The other crucial characteristic of Morgan’s work, however, is compassion. If the equally black-comic Coen Brothers could be said to sometimes articulate their misanthropy at the expense of humanity, Morgan never forgets the people at the heart of the stories he tells. There’s genuine poignancy in Chung’s pessimism in “Jose Chung’s Doomsday Defense,” which is partly the result of his own self-loathing—he being at the tail-end of his career, now merely churning out books for money. Even the demons in “Somehow, Satan Got Behind Me” are allowed one moment of pathos, courtesy of Frank Black, the only one who sees their true evil essence and who simply says to one of them, “You must be so lonely.” It’s an epiphany that has the unexpected effect of rattling this devil quartet to their core.

Even if, in Darin Morgan’s view, the world is going to hell, there always remains that possibility of an emotional connection to offset the despairing inevitabilities of human existence, however fleeting.

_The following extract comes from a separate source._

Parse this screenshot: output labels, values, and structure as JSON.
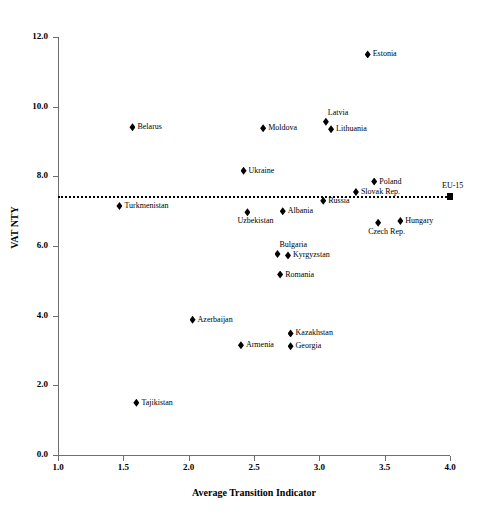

Kenji Fujishima is a freelance film critic, contributing to Slant Magazine, Brooklyn Magazine, The Playlist, and the Village Voice in addition to Paste. He is also Deputy Editor of Movie Mezzanine and former editor-in-chief of In Review Online. When he’s not watching movies and writing and editing film criticism, he’s trying to absorb as much music, art, and literature as possible. He has not infrequently been called a “culture vulture” for that reason.